Badamkhand Batbold
BU News Service
A new charter school is under construction in East Boston. Excel Academy Charter Schools is the developer behind the latest middle through high school that is currently being built.
The 70,270 square foot building is located at 413 Bremen Street. The school was originally scheduled to be completed last summer. However, this delay has not stopped the Excel Academy team from enrolling their first ninth grade class earlier this fall at a temporary location.
Eastie welcomed its first charter school, also by Excel Academy, in 2003. Today, the neighborhood is home to three charter schools. Two of the three are Excel Academy middle school only charter schools that have a combined enrollment of 452 students. The third charter school is the K-8 Edward Brooke Charter School with an enrollment 475 students.
Amanda Aguilar, 28, a nurse’s aide at East Boston Health Center, has sent in an application to enroll her three young children in a charter school.
“The classrooms aren’t as crowded and the teachers have more time to spend with each child,” Aguilar said.
Charter schools have an open lottery system for enrollment which means Aguilar must wait and hope her children are accepted. However, not all local residents support of charter schools like Excel Academy.
“I think it is appropriate for some students and not for others,” said Mary, 73, a retiree who did not wish to disclose her last name.
She would prefer her grandchildren either went to public school or private school, but absolutely not a charter. She said that she accepts charter schools “as an exception, not as a rule.”
Another Eastie resident echoing her opinion against charter schools was Rosa Montes, 53, who worked in the fast-food industry prior to becoming disabled.
“Charter schools seem to have the best teachers, the best schools, they get the best everything. Then the [public] schools don’t get anything,” Montes said. “There shouldn’t be no charter, there shouldn’t be this or that. They should be all the same. We all have the same kids, same problems, ” she said.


What you will do
Your answer should be the records, restated word for word.

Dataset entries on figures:
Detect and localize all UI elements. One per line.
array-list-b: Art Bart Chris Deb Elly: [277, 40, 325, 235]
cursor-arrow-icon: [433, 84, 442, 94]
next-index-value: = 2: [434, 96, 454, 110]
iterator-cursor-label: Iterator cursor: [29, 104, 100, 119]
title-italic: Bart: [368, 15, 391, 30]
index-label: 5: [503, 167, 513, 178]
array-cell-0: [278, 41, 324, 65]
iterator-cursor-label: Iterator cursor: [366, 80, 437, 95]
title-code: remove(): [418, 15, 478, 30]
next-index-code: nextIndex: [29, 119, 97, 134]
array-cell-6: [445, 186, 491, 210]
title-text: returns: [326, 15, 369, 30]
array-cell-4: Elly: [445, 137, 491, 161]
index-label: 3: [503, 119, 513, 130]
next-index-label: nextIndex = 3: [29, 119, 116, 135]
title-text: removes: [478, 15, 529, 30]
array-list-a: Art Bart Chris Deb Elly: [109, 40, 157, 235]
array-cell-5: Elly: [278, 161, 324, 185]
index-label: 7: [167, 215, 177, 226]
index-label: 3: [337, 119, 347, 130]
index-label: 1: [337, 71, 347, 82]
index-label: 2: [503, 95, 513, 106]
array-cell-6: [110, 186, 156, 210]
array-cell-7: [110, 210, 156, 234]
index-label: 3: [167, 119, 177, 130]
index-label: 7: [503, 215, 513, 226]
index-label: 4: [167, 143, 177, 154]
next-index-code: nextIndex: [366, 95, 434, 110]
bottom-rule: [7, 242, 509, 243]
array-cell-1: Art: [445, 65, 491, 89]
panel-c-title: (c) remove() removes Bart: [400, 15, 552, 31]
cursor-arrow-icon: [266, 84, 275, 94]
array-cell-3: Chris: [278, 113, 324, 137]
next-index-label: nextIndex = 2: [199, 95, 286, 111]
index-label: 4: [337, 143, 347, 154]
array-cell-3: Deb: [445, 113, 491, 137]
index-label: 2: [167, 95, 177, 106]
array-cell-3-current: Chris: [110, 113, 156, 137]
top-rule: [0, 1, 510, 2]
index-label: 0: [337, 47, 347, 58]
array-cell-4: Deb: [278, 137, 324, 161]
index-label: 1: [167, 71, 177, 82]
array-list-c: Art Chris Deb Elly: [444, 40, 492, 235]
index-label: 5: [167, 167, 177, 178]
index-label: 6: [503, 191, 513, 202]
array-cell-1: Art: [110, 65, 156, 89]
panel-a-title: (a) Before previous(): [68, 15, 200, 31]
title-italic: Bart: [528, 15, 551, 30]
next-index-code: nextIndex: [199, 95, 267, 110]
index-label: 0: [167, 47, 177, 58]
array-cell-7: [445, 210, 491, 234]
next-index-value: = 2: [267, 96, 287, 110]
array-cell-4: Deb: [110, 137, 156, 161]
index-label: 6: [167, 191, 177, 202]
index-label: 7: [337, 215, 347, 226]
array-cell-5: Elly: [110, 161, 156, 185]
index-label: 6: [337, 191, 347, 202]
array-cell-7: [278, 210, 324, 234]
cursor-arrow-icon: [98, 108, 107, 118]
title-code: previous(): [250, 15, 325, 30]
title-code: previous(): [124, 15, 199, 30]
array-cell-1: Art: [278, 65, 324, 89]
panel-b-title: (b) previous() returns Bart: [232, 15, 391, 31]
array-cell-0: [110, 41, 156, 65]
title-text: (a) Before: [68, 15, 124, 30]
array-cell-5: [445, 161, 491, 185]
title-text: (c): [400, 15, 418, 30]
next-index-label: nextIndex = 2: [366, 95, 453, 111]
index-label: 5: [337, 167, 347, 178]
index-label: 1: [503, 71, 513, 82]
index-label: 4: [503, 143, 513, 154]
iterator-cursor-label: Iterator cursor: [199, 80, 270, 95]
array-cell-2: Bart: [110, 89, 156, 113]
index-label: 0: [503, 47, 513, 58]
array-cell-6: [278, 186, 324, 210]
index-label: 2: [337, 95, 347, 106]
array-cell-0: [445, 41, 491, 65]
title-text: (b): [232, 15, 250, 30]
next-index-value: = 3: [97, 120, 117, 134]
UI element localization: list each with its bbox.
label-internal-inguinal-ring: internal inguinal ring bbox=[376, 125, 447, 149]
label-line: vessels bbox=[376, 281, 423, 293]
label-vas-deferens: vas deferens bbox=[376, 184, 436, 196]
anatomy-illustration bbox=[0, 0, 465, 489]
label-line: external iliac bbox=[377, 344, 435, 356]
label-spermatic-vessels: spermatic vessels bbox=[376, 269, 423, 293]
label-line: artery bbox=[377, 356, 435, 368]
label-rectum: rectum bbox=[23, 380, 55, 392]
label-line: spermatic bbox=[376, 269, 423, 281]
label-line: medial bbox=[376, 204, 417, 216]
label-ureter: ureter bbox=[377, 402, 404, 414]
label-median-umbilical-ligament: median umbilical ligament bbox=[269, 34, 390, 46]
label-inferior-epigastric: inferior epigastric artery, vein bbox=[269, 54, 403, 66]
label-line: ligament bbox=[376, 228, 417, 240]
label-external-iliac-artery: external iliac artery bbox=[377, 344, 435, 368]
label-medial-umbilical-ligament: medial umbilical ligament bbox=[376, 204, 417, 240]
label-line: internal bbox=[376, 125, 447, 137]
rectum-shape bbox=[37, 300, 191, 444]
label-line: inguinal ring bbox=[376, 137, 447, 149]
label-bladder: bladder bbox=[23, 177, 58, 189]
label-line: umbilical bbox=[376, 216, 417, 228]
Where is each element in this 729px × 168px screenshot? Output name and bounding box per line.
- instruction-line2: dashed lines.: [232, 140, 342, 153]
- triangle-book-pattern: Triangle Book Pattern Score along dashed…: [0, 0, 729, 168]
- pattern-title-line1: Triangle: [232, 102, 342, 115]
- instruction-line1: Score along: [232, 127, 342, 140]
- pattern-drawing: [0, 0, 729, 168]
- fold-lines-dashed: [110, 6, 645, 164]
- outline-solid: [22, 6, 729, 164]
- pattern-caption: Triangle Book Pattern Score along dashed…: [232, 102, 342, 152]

Solution for this task
Detect and localize all UI elements. One per line.
array-list-b: Art Bart Chris Deb Elly: [277, 40, 325, 235]
cursor-arrow-icon: [433, 84, 442, 94]
next-index-value: = 2: [434, 96, 454, 110]
iterator-cursor-label: Iterator cursor: [29, 104, 100, 119]
title-italic: Bart: [368, 15, 391, 30]
index-label: 5: [503, 167, 513, 178]
array-cell-0: [278, 41, 324, 65]
iterator-cursor-label: Iterator cursor: [366, 80, 437, 95]
title-code: remove(): [418, 15, 478, 30]
next-index-code: nextIndex: [29, 119, 97, 134]
array-cell-6: [445, 186, 491, 210]
title-text: returns: [326, 15, 369, 30]
array-cell-4: Elly: [445, 137, 491, 161]
index-label: 3: [503, 119, 513, 130]
next-index-label: nextIndex = 3: [29, 119, 116, 135]
title-text: removes: [478, 15, 529, 30]
array-list-a: Art Bart Chris Deb Elly: [109, 40, 157, 235]
array-cell-5: Elly: [278, 161, 324, 185]
index-label: 7: [167, 215, 177, 226]
index-label: 3: [337, 119, 347, 130]
index-label: 1: [337, 71, 347, 82]
index-label: 2: [503, 95, 513, 106]
array-cell-6: [110, 186, 156, 210]
array-cell-7: [110, 210, 156, 234]
index-label: 3: [167, 119, 177, 130]
index-label: 7: [503, 215, 513, 226]
index-label: 4: [167, 143, 177, 154]
next-index-code: nextIndex: [366, 95, 434, 110]
bottom-rule: [7, 242, 509, 243]
array-cell-1: Art: [445, 65, 491, 89]
panel-c-title: (c) remove() removes Bart: [400, 15, 552, 31]
cursor-arrow-icon: [266, 84, 275, 94]
array-cell-3: Chris: [278, 113, 324, 137]
next-index-label: nextIndex = 2: [199, 95, 286, 111]
index-label: 4: [337, 143, 347, 154]
array-cell-3: Deb: [445, 113, 491, 137]
index-label: 2: [167, 95, 177, 106]
array-cell-3-current: Chris: [110, 113, 156, 137]
top-rule: [0, 1, 510, 2]
index-label: 0: [337, 47, 347, 58]
array-cell-4: Deb: [278, 137, 324, 161]
index-label: 1: [167, 71, 177, 82]
array-list-c: Art Chris Deb Elly: [444, 40, 492, 235]
index-label: 5: [167, 167, 177, 178]
index-label: 6: [503, 191, 513, 202]
array-cell-1: Art: [110, 65, 156, 89]
panel-a-title: (a) Before previous(): [68, 15, 200, 31]
title-italic: Bart: [528, 15, 551, 30]
next-index-code: nextIndex: [199, 95, 267, 110]
index-label: 0: [167, 47, 177, 58]
array-cell-7: [445, 210, 491, 234]
next-index-value: = 2: [267, 96, 287, 110]
array-cell-4: Deb: [110, 137, 156, 161]
index-label: 6: [167, 191, 177, 202]
index-label: 7: [337, 215, 347, 226]
array-cell-5: Elly: [110, 161, 156, 185]
index-label: 6: [337, 191, 347, 202]
array-cell-7: [278, 210, 324, 234]
cursor-arrow-icon: [98, 108, 107, 118]
title-code: previous(): [250, 15, 325, 30]
title-code: previous(): [124, 15, 199, 30]
array-cell-1: Art: [278, 65, 324, 89]
panel-b-title: (b) previous() returns Bart: [232, 15, 391, 31]
array-cell-0: [110, 41, 156, 65]
title-text: (a) Before: [68, 15, 124, 30]
array-cell-5: [445, 161, 491, 185]
title-text: (c): [400, 15, 418, 30]
next-index-label: nextIndex = 2: [366, 95, 453, 111]
index-label: 5: [337, 167, 347, 178]
index-label: 1: [503, 71, 513, 82]
index-label: 4: [503, 143, 513, 154]
iterator-cursor-label: Iterator cursor: [199, 80, 270, 95]
array-cell-2: Bart: [110, 89, 156, 113]
index-label: 0: [503, 47, 513, 58]
array-cell-6: [278, 186, 324, 210]
index-label: 2: [337, 95, 347, 106]
array-cell-0: [445, 41, 491, 65]
title-text: (b): [232, 15, 250, 30]
next-index-value: = 3: [97, 120, 117, 134]
UI element localization: list each with its bbox.
label-internal-inguinal-ring: internal inguinal ring bbox=[376, 125, 447, 149]
label-line: vessels bbox=[376, 281, 423, 293]
label-vas-deferens: vas deferens bbox=[376, 184, 436, 196]
anatomy-illustration bbox=[0, 0, 465, 489]
label-line: external iliac bbox=[377, 344, 435, 356]
label-spermatic-vessels: spermatic vessels bbox=[376, 269, 423, 293]
label-line: artery bbox=[377, 356, 435, 368]
label-rectum: rectum bbox=[23, 380, 55, 392]
label-line: spermatic bbox=[376, 269, 423, 281]
label-line: medial bbox=[376, 204, 417, 216]
label-ureter: ureter bbox=[377, 402, 404, 414]
label-median-umbilical-ligament: median umbilical ligament bbox=[269, 34, 390, 46]
label-inferior-epigastric: inferior epigastric artery, vein bbox=[269, 54, 403, 66]
label-line: ligament bbox=[376, 228, 417, 240]
label-external-iliac-artery: external iliac artery bbox=[377, 344, 435, 368]
label-medial-umbilical-ligament: medial umbilical ligament bbox=[376, 204, 417, 240]
label-line: internal bbox=[376, 125, 447, 137]
rectum-shape bbox=[37, 300, 191, 444]
label-line: inguinal ring bbox=[376, 137, 447, 149]
label-bladder: bladder bbox=[23, 177, 58, 189]
label-line: umbilical bbox=[376, 216, 417, 228]
Where is each element in this 729px × 168px screenshot? Output name and bounding box per line.
- instruction-line2: dashed lines.: [232, 140, 342, 153]
- triangle-book-pattern: Triangle Book Pattern Score along dashed…: [0, 0, 729, 168]
- pattern-title-line1: Triangle: [232, 102, 342, 115]
- instruction-line1: Score along: [232, 127, 342, 140]
- pattern-drawing: [0, 0, 729, 168]
- fold-lines-dashed: [110, 6, 645, 164]
- outline-solid: [22, 6, 729, 164]
- pattern-caption: Triangle Book Pattern Score along dashed…: [232, 102, 342, 152]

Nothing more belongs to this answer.